For those able to participate, the much-anticipated week-long Spanish Tour, which took place in late May, was a wonderful experience, with opportunities to sing in ancient buildings, connect with discerning Spanish music lovers and take part in an extensive tour of a winery. We flew to Madrid, or reached the city by train, then travelled everywhere by coach. Some of us tried with varying degrees of success to use our knowledge of the language, either by reviving distant memories of lessons at school or by employing what we learned in sessions back in Leeds with tutor Emma Slater. All our free concerts in the gothic cathedrals of Burgos, Valladolid and Salamanca had large, enthusiastic audiences which stood in tribute to us. Our programme of sacred music was slightly different for each venue, but always included the Catalan songs and ended with Handel’s Hallelujah Chorus. Thorough rehearsals with Simon Wright were occasionally a little chilly as we stood under golden altar screens and medieval stonework, but they paid off beautifully. Rebecca Taylor was a terrific organist throughout, dealing skilfully with sometimes tricky cathedral organs.
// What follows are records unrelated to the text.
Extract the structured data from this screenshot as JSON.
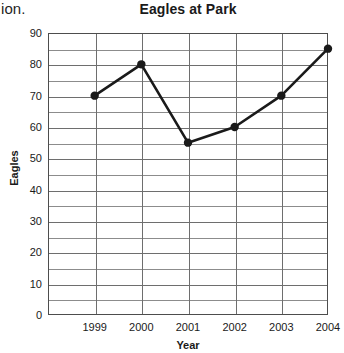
{
  "page": {
    "stray_text": "ion."
  },
  "chart_data": {
    "type": "line",
    "title": "Eagles at Park",
    "xlabel": "Year",
    "ylabel": "Eagles",
    "categories": [
      "1999",
      "2000",
      "2001",
      "2002",
      "2003",
      "2004"
    ],
    "values": [
      70,
      80,
      55,
      60,
      70,
      85
    ],
    "series": [
      {
        "name": "Eagles",
        "values": [
          70,
          80,
          55,
          60,
          70,
          85
        ]
      }
    ],
    "points": [
      {
        "x": "1999",
        "y": 70
      },
      {
        "x": "2000",
        "y": 80
      },
      {
        "x": "2001",
        "y": 55
      },
      {
        "x": "2002",
        "y": 60
      },
      {
        "x": "2003",
        "y": 70
      },
      {
        "x": "2004",
        "y": 85
      }
    ],
    "ylim": [
      0,
      90
    ],
    "y_ticks": [
      0,
      10,
      20,
      30,
      40,
      50,
      60,
      70,
      80,
      90
    ],
    "y_tick_labels": [
      "0",
      "10",
      "20",
      "30",
      "40",
      "50",
      "60",
      "70",
      "80",
      "90"
    ],
    "y_minor_ticks": [
      5,
      15,
      25,
      35,
      45,
      55,
      65,
      75,
      85
    ],
    "x_tick_labels": [
      "1999",
      "2000",
      "2001",
      "2002",
      "2003",
      "2004"
    ],
    "grid": true,
    "legend": false,
    "marker": "circle",
    "line_color": "#1a1a1a",
    "marker_color": "#1a1a1a",
    "grid_color": "#6e6e6e",
    "axis_color": "#4d4d4d"
  }
}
In September, selected choruses from Mendelssohn’s Elijah formed the programme for our Come and Sing event in the Tiled Hall next to Leeds City Art Gallery. Several of the guest singers decided to join us. In October, we travelled to Beverley for a concert in the Minster. This was entitled A Choral Soiree, and was an evening of French sacred music, in Latin. The main piece was Duruflé’s beautiful Requiem, complemented by stunning music from Poulenc and Messiaen. Simon Wright conducted, with Rebecca Taylor on organ. Soloists were Kathryn Sharpe (mezzo-soprano), Christopher Nairne (baritone) and Sally Ladds (cello). The Minster was very cold, but we did not mind too much because we had been advised to wear thermal underwear – black of course.